The battle over taxes and job creation is heating up in Washington.
NEW YORK (CNNMoney) -- Raise taxes on the rich, and you'll put the nation's "job creators" at risk.
It's a ubiquitous Republican talking point: Congress must keep the top two rates at 33% and 35% -- instead of 36% and 39.6% as President Obama wants.
The argument: Many small businesses file taxes under the individual tax code.
But while that argument makes for a good bumper sticker, it's a misleading simplification of a complex policy issue.
"The Republican claim that this is a tax increase on a large fraction of employers is just not true," said Howard Gleckman, a resident fellow at the Urban Institute.
In sharp contrast to the rhetoric, current data suggests small businesses don't create an outsized number of jobs, very few small business owners fall into the top two tax brackets, and tax cuts for small businesses are ineffective stimulus measures.
Relatively few small businesses would be affected: Extending the tax cuts for top earners for another decade would come at a significant cost -- nearly $1 trillion in added debt over a decade.
But small businesses wouldn't see much of that cash.
Only 2.5% to 3.5% of small businesses would be affected by an increase in those two rates, according to the nonpartisan Congressional Research Service.
Instead, almost all individuals who report business income fall into lower tax brackets, where both Democrats and Republicans want to retain current rates.
And some of the businesses that do fall into the top two brackets are not what Americans typically consider "small businesses." They are doctors and lawyers and members of limited partnerships, not mom-and-pop store owners.
According to CRS, 80% of tax cuts in the top two brackets would go to non-businesses.
Small businesses are not job-creation heavyweights: It's the central premise of the argument to keep the current rates: Small businesses drive hiring. While frequently cited in political circles, it's not quite true.
First off, definitions of what exactly constitutes a small business vary greatly.
But a new report from the Treasury Department found that only 20% of small businesses in 2007 even had employees.
"It turns out most of the firms those politicians define as small businesses don't hire or invest very much at all," Gleckman wrote in a blog post on the subject.
Of course, small businesses do create a lot of jobs -- but at the same time, new ventures fail at a prodigious rate -- wiping out jobs just as fast as they are created.
According to CRS, "small businesses contribute only slightly more jobs that other firms relative to their employment share."
And a smaller, very specific, subset of that group -- startups -- drive most of the job growth. Established firms, even small ones, hire far fewer workers.
Tax cuts aren't powerful stimulus: Would an increase in tax rates mean fewer jobs are created? Maybe not.
"The primary thing standing in the way of hiring is not taxes, it's lack of demand in the economy," said Leonard Burman, a professor at Syracuse University's Maxwell School.
Over the long run, most research suggests modest tax rate increases "would have little negative impact on long-term economic growth and job creation," according to CRS.
Alan Viard, a resident scholar at the conservative American Enterprise Institute, said that tax cuts do little to stimulate aggregate demand in the economy. But, he added, higher marginal rates would cut into some firms' incentive to earn additional income.
Still, the rhetoric? Unconvincing.
"Politicians have this irrational romanticization of small businesses," Viard said. "There are no economic grounds why a small firm is better than a large firm."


» WHAT NEEDS TO BE DONE
Could you restate word for word every line from the one containing "Give bounding boxes" to the end of the data below, pictures excluded?

» PROVIDED RECORDS
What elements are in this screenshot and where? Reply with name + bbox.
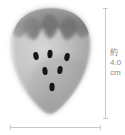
width-dimension-line — [10, 127, 100, 128]
width-dimension-cap-left — [10, 125, 11, 130]
height-dimension-cap-top — [103, 8, 108, 9]
strawberry-illustration — [0, 0, 102, 120]
specimen-figure: 約 4.0 cm — [0, 0, 125, 135]
height-unit: cm — [110, 68, 125, 78]
height-approx-prefix: 約 — [110, 48, 125, 58]
width-dimension-cap-right — [100, 125, 101, 130]
calyx-lobe-right — [61, 17, 77, 39]
height-value: 4.0 — [110, 58, 125, 68]
seed — [49, 83, 54, 91]
body-highlight — [0, 0, 46, 120]
height-measurement-label: 約 4.0 cm — [110, 48, 125, 78]
height-dimension-line — [105, 8, 106, 118]
specimen-image — [0, 0, 102, 120]
height-dimension-cap-bottom — [103, 118, 108, 119]
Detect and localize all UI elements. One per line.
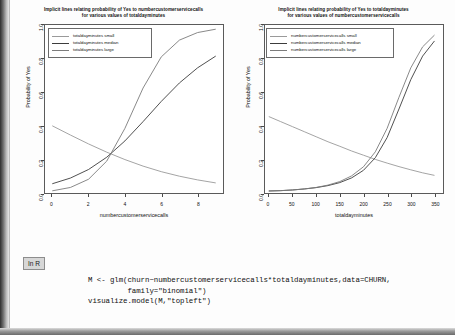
y-axis-label-right: Probability of Yes: [245, 17, 251, 157]
legend-item-label: totaldayminutes median: [73, 40, 118, 46]
legend-item-label: numbercustomerservicecalls small: [291, 33, 357, 39]
x-axis-tick-label: 4: [123, 201, 126, 207]
in-r-badge: In R: [23, 257, 45, 270]
legend-line-icon: [52, 50, 69, 51]
legend-item-label: numbercustomerservicecalls median: [291, 40, 361, 46]
x-axis-tick-label: 0: [50, 201, 53, 207]
x-axis-tick-label: 8: [197, 201, 200, 207]
x-axis-tick-mark: [411, 194, 412, 197]
x-axis-tick-label: 150: [335, 201, 343, 207]
chart-title-right: Implicit lines relating probability of Y…: [234, 7, 453, 20]
x-axis-tick-mark: [268, 194, 269, 197]
y-axis-right: Probability of Yes 0.00.20.40.60.81.0: [234, 24, 264, 194]
x-axis-right: totaldayminutes 050100150200250300350: [264, 194, 444, 234]
x-axis-tick-mark: [88, 194, 89, 197]
legend-item: numbercustomerservicecalls small: [270, 33, 389, 39]
legend-item: totaldayminutes small: [52, 33, 147, 39]
x-axis-tick-mark: [340, 194, 341, 197]
x-axis-tick-mark: [292, 194, 293, 197]
legend-item: numbercustomerservicecalls median: [270, 40, 389, 46]
legend-line-icon: [270, 36, 287, 37]
x-axis-tick-label: 300: [407, 201, 415, 207]
x-axis-tick-mark: [388, 194, 389, 197]
r-code-text: M <- glm(churn~numbercustomerservicecall…: [88, 275, 391, 307]
legend-item-label: totaldayminutes small: [73, 33, 114, 39]
chart-series-line: [269, 117, 435, 176]
legend-line-icon: [270, 50, 287, 51]
charts-row: Implicit lines relating probability of Y…: [10, 4, 453, 236]
y-axis-label-left: Probability of Yes: [25, 17, 31, 157]
chart-series-line: [269, 35, 435, 191]
x-axis-tick-mark: [162, 194, 163, 197]
x-axis-tick-mark: [435, 194, 436, 197]
legend-line-icon: [270, 43, 287, 44]
x-axis-tick-label: 350: [431, 201, 439, 207]
x-axis-tick-label: 100: [312, 201, 320, 207]
chart-series-line: [52, 126, 215, 183]
chart-series-line: [52, 56, 215, 184]
scan-bottom-edge-artifact: [0, 328, 455, 335]
legend-line-icon: [52, 36, 69, 37]
legend-item: numbercustomerservicecalls large: [270, 47, 389, 53]
chart-panel-left: Implicit lines relating probability of Y…: [14, 4, 233, 236]
code-block: In R M <- glm(churn~numbercustomerservic…: [10, 245, 453, 315]
x-axis-tick-label: 2: [87, 201, 90, 207]
x-axis-tick-mark: [125, 194, 126, 197]
legend-line-icon: [52, 43, 69, 44]
x-axis-tick-mark: [51, 194, 52, 197]
x-axis-tick-mark: [364, 194, 365, 197]
legend-left: totaldayminutes small totaldayminutes me…: [48, 28, 152, 58]
legend-right: numbercustomerservicecalls small numberc…: [266, 28, 394, 58]
x-axis-label-left: numbercustomerservicecalls: [44, 212, 224, 218]
scanned-page: Implicit lines relating probability of Y…: [0, 0, 455, 335]
x-axis-tick-label: 200: [359, 201, 367, 207]
x-axis-left: numbercustomerservicecalls 02468: [44, 194, 224, 234]
scan-left-edge-artifact: [0, 0, 9, 335]
legend-item-label: numbercustomerservicecalls large: [291, 47, 356, 53]
x-axis-tick-mark: [198, 194, 199, 197]
x-axis-tick-label: 50: [289, 201, 295, 207]
chart-series-line: [269, 41, 435, 191]
x-axis-label-right: totaldayminutes: [264, 212, 444, 218]
legend-item: totaldayminutes median: [52, 40, 147, 46]
chart-panel-right: Implicit lines relating probability of Y…: [234, 4, 453, 236]
legend-item: totaldayminutes large: [52, 47, 147, 53]
chart-title-left-line2: for various values of totaldayminutes: [14, 13, 233, 19]
x-axis-tick-label: 6: [160, 201, 163, 207]
page-content: Implicit lines relating probability of Y…: [10, 0, 455, 328]
x-axis-tick-label: 0: [266, 201, 269, 207]
legend-item-label: totaldayminutes large: [73, 47, 114, 53]
chart-title-left: Implicit lines relating probability of Y…: [14, 7, 233, 20]
x-axis-tick-label: 250: [383, 201, 391, 207]
y-axis-left: Probability of Yes 0.00.20.40.60.81.0: [14, 24, 44, 194]
chart-title-right-line2: for various values of numbercustomerserv…: [234, 13, 453, 19]
x-axis-tick-mark: [316, 194, 317, 197]
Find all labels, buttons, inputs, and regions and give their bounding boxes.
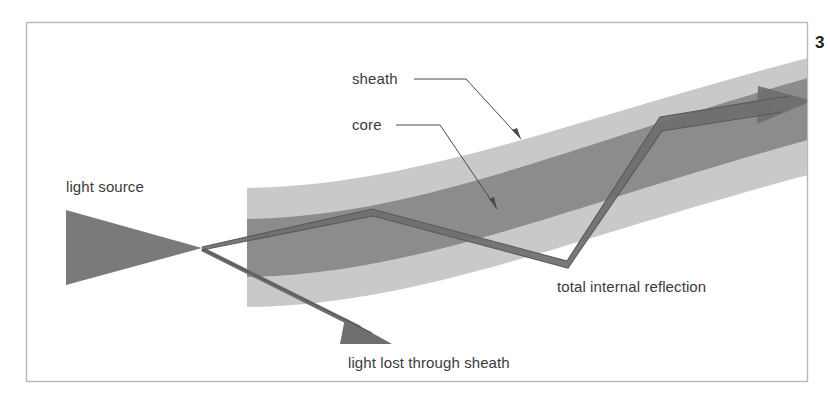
label-sheath: sheath xyxy=(352,70,398,87)
label-core: core xyxy=(352,116,382,133)
fiber-optic-diagram: sheath core light source light lost thro… xyxy=(0,0,830,404)
figure-number: 3 xyxy=(815,33,824,52)
label-light-lost-through-sheath: light lost through sheath xyxy=(348,354,510,371)
label-light-source: light source xyxy=(66,178,144,195)
figure-page: sheath core light source light lost thro… xyxy=(0,0,830,404)
label-total-internal-reflection: total internal reflection xyxy=(557,278,706,295)
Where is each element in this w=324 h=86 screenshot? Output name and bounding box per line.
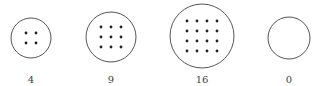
dot (110, 36, 113, 39)
count-label: 4 (28, 74, 34, 85)
dot (216, 40, 219, 43)
dot (196, 50, 199, 53)
dot (25, 42, 28, 45)
dot-group-4 (11, 18, 51, 58)
group-circle (11, 18, 51, 58)
dot (206, 30, 209, 33)
dot (120, 36, 123, 39)
dot (186, 40, 189, 43)
dot (196, 30, 199, 33)
dot (100, 26, 103, 29)
dot-group-0 (268, 17, 310, 59)
dot (206, 50, 209, 53)
dot (186, 50, 189, 53)
dot (196, 40, 199, 43)
dot (186, 20, 189, 23)
dot (206, 40, 209, 43)
group-circle (170, 4, 234, 68)
dot (110, 26, 113, 29)
dot (35, 32, 38, 35)
dot-group-16 (170, 4, 234, 68)
dot (100, 36, 103, 39)
dot (216, 30, 219, 33)
group-circle (268, 17, 310, 59)
dot (35, 42, 38, 45)
dot (216, 50, 219, 53)
dot (120, 26, 123, 29)
dot-group-9 (86, 12, 136, 62)
count-label: 16 (196, 74, 209, 85)
dot (120, 46, 123, 49)
count-label: 0 (286, 74, 292, 85)
dot (25, 32, 28, 35)
dot (206, 20, 209, 23)
dot (196, 20, 199, 23)
count-label: 9 (108, 74, 114, 85)
dot (186, 30, 189, 33)
dot (216, 20, 219, 23)
dot (100, 46, 103, 49)
dot-groups-diagram (0, 0, 324, 86)
dot (110, 46, 113, 49)
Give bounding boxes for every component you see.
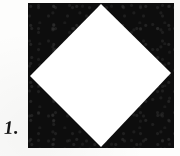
figure-svg (28, 3, 174, 148)
figure-number-caption: 1. (3, 117, 19, 137)
figure-page: 1. (0, 0, 180, 156)
square-with-inscribed-diamond-figure (28, 3, 174, 148)
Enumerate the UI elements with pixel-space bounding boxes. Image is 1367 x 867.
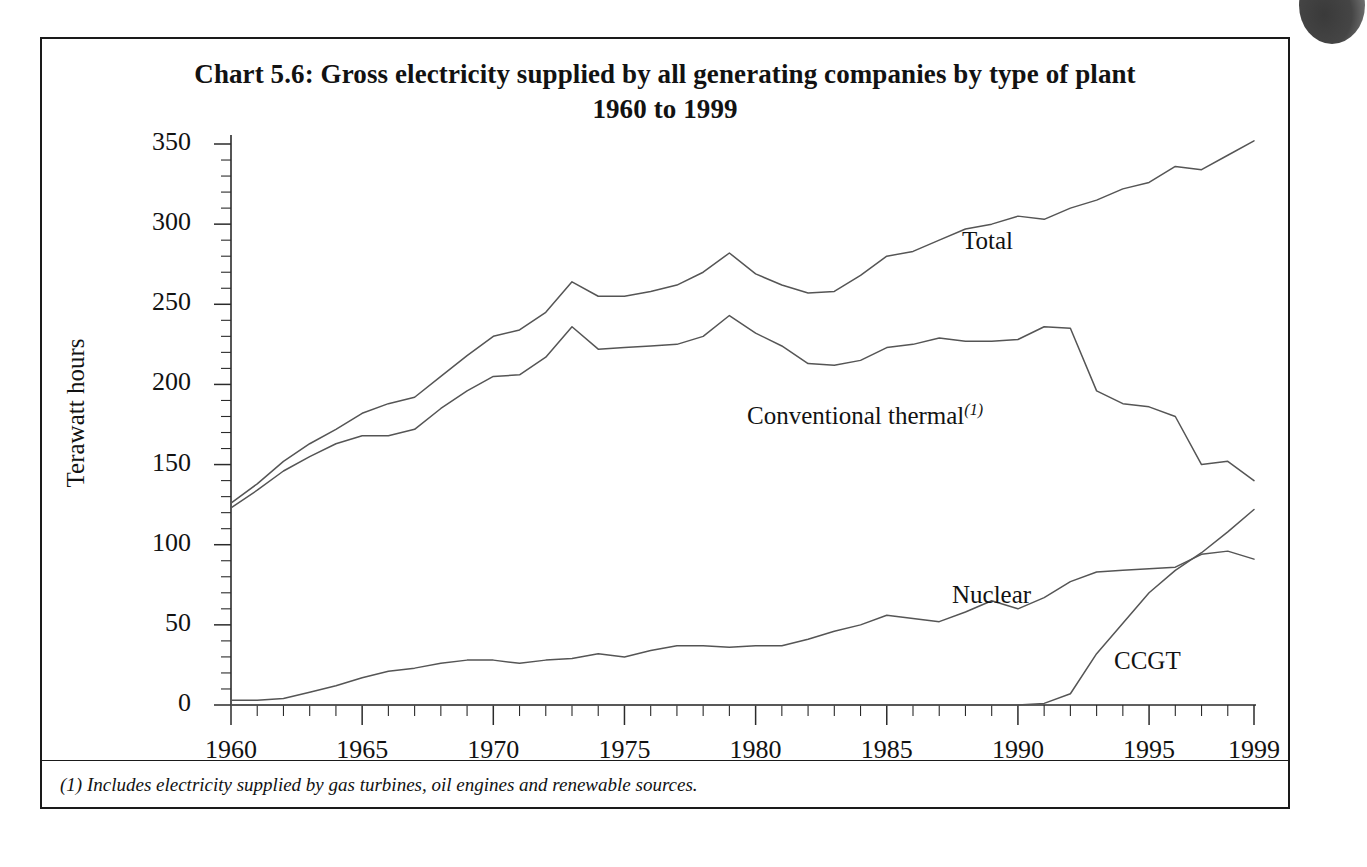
chart-plot-svg: [42, 39, 1292, 811]
y-tick-label: 350: [71, 127, 191, 157]
y-tick-label: 250: [71, 287, 191, 317]
series-line-conventional-thermal: [231, 316, 1254, 508]
y-tick-label: 150: [71, 448, 191, 478]
y-tick-label: 200: [71, 367, 191, 397]
y-tick-label: 100: [71, 528, 191, 558]
series-line-ccgt: [231, 509, 1254, 705]
series-label-nuclear: Nuclear: [952, 581, 1031, 609]
y-tick-label: 300: [71, 207, 191, 237]
series-label-total: Total: [962, 227, 1013, 255]
series-label-ccgt: CCGT: [1114, 647, 1181, 675]
y-tick-label: 50: [71, 608, 191, 638]
scan-artifact-blob: [1299, 0, 1365, 44]
chart-footnote: (1) Includes electricity supplied by gas…: [60, 774, 698, 796]
plot-area: [42, 39, 1292, 811]
series-group: [231, 141, 1254, 705]
footnote-divider: [42, 760, 1288, 761]
series-label-conventional-thermal: Conventional thermal(1): [747, 401, 983, 430]
chart-frame: Chart 5.6: Gross electricity supplied by…: [40, 37, 1290, 809]
axes-group: [214, 135, 1256, 725]
series-line-total: [231, 141, 1254, 503]
series-line-nuclear: [231, 551, 1254, 700]
series-label-conventional-thermal-text: Conventional thermal: [747, 402, 964, 429]
footnote-marker-1: (1): [964, 401, 983, 418]
y-tick-label: 0: [71, 688, 191, 718]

» REPLY TO THE EXERCISE
Give bounding boxes for every component you see.
figure-svg (28, 3, 174, 148)
figure-number-caption: 1. (3, 117, 19, 137)
figure-page: 1. (0, 0, 180, 156)
square-with-inscribed-diamond-figure (28, 3, 174, 148)
Enumerate the UI elements with pixel-space bounding boxes. Image is 1367 x 867.
chart-plot-svg: [42, 39, 1292, 811]
y-tick-label: 350: [71, 127, 191, 157]
y-tick-label: 250: [71, 287, 191, 317]
series-line-conventional-thermal: [231, 316, 1254, 508]
y-tick-label: 150: [71, 448, 191, 478]
y-tick-label: 200: [71, 367, 191, 397]
y-tick-label: 100: [71, 528, 191, 558]
series-line-ccgt: [231, 509, 1254, 705]
series-label-nuclear: Nuclear: [952, 581, 1031, 609]
y-tick-label: 300: [71, 207, 191, 237]
series-label-total: Total: [962, 227, 1013, 255]
series-label-ccgt: CCGT: [1114, 647, 1181, 675]
y-tick-label: 50: [71, 608, 191, 638]
scan-artifact-blob: [1299, 0, 1365, 44]
chart-footnote: (1) Includes electricity supplied by gas…: [60, 774, 698, 796]
plot-area: [42, 39, 1292, 811]
series-group: [231, 141, 1254, 705]
footnote-divider: [42, 760, 1288, 761]
series-label-conventional-thermal: Conventional thermal(1): [747, 401, 983, 430]
chart-frame: Chart 5.6: Gross electricity supplied by…: [40, 37, 1290, 809]
axes-group: [214, 135, 1256, 725]
series-line-total: [231, 141, 1254, 503]
series-line-nuclear: [231, 551, 1254, 700]
series-label-conventional-thermal-text: Conventional thermal: [747, 402, 964, 429]
footnote-marker-1: (1): [964, 401, 983, 418]
y-tick-label: 0: [71, 688, 191, 718]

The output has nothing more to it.